Reputation: 1825
What is the best practice for declaring directives on a HTML page. Per the http://angular-ui.github.io/bootstrap/#/pagination the directive is shown as so
<pagination total-items="bigTotalItems" ng-model="bigCurrentPage" max-size="maxSize" class="pagination-sm" boundary-links="true" rotate="false" num-pages="numPages"></pagination>
per this stackoverflow question What are the advantages of using data- rather than x- prefix for custom attributes?
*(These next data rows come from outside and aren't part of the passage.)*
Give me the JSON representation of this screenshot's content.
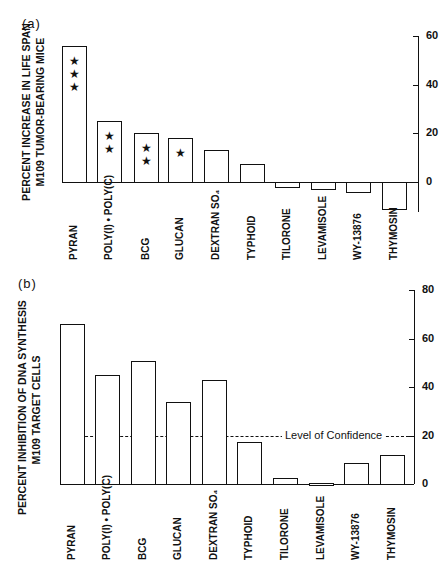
{
  "chart_data": [
    {
      "type": "bar",
      "panel_label": "(a)",
      "title": "",
      "ylabel_line1": "PERCENT INCREASE IN LIFE SPAN",
      "ylabel_line2": "M109 TUMOR-BEARING MICE",
      "xlabel": "",
      "categories": [
        "PYRAN",
        "POLY(I) • POLY(C)",
        "BCG",
        "GLUCAN",
        "DEXTRAN SO₄",
        "TYPHOID",
        "TILORONE",
        "LEVAMISOLE",
        "WY-13876",
        "THYMOSIN"
      ],
      "values": [
        56,
        25,
        20,
        18,
        13,
        7.5,
        -2,
        -3,
        -4,
        -11
      ],
      "significance_stars": [
        3,
        2,
        2,
        1,
        0,
        0,
        0,
        0,
        0,
        0
      ],
      "yticks": [
        0,
        20,
        40,
        60
      ],
      "ylim": [
        -12,
        60
      ],
      "axis_position": "right",
      "grid": false
    },
    {
      "type": "bar",
      "panel_label": "(b)",
      "title": "",
      "ylabel_line1": "PERCENT INHIBITION OF DNA SYNTHESIS",
      "ylabel_line2": "M109 TARGET CELLS",
      "xlabel": "",
      "categories": [
        "PYRAN",
        "POLY(I) • POLY(C)",
        "BCG",
        "GLUCAN",
        "DEXTRAN SO₄",
        "TYPHOID",
        "TILORONE",
        "LEVAMISOLE",
        "WY-13876",
        "THYMOSIN"
      ],
      "values": [
        66,
        45,
        51,
        34,
        43,
        17.5,
        2.5,
        0.5,
        8.5,
        12
      ],
      "yticks": [
        0,
        20,
        40,
        60,
        80
      ],
      "ylim": [
        0,
        80
      ],
      "axis_position": "right",
      "grid": false,
      "reference_line": {
        "value": 20,
        "label": "Level of Confidence",
        "style": "dashed"
      }
    }
  ]
}
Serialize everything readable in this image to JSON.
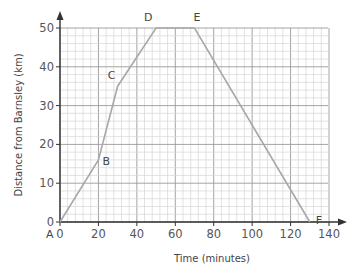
{
  "chart_data": {
    "type": "line",
    "title": "",
    "xlabel": "Time (minutes)",
    "ylabel": "Distance from Barnsley (km)",
    "xlim": [
      0,
      140
    ],
    "ylim": [
      0,
      50
    ],
    "x_ticks": [
      "0",
      "20",
      "40",
      "60",
      "80",
      "100",
      "120",
      "140"
    ],
    "y_ticks": [
      "0",
      "10",
      "20",
      "30",
      "40",
      "50"
    ],
    "grid": true,
    "minor_grid_x_step": 4,
    "minor_grid_y_step": 2,
    "series": [
      {
        "name": "Journey",
        "points": [
          {
            "label": "A",
            "x": 0,
            "y": 0
          },
          {
            "label": "B",
            "x": 20,
            "y": 16
          },
          {
            "label": "C",
            "x": 30,
            "y": 35
          },
          {
            "label": "D",
            "x": 50,
            "y": 50
          },
          {
            "label": "E",
            "x": 70,
            "y": 50
          },
          {
            "label": "F",
            "x": 130,
            "y": 0
          }
        ]
      }
    ],
    "colors": {
      "line": "#a8a8a8",
      "major_grid": "#9a9a9a",
      "minor_grid": "#d6d6d6",
      "axis": "#333333"
    }
  },
  "labels": {
    "x_axis": "Time (minutes)",
    "y_axis": "Distance from Barnsley (km)",
    "origin": "A"
  }
}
a better way of representing this directive would be as follows & conforms to HTML5 specifications
<div data-pagination data-total-items="totalItems" data-ng-model="currentPage" data-max-size="5" class="pagination-sm" data-boundary-links="true" data-rotate="false" data-ng-change="pageChanged()"></div>
Upvotes: 1
Views: 216
Reputation: 566
data-ng-model = "user.name" and ng-model="user.name" provide you with the same outcome. You can use either. You can replace 'data' with 'x' and get the same outcome as well. You add the 'data' prefix to have them validated by html5 validators.
Upvotes: 0
Reputation: 18055
HTML validation isn't all that important. Sometimes they can be safely ignored. However just by adding a 'data-' prefix on all attributes, the editor would stop complaining about invalid html.
read more about it here
Upvotes: 1
Reputation: 2546
Both are the same -> angular directives. Use the shorter one.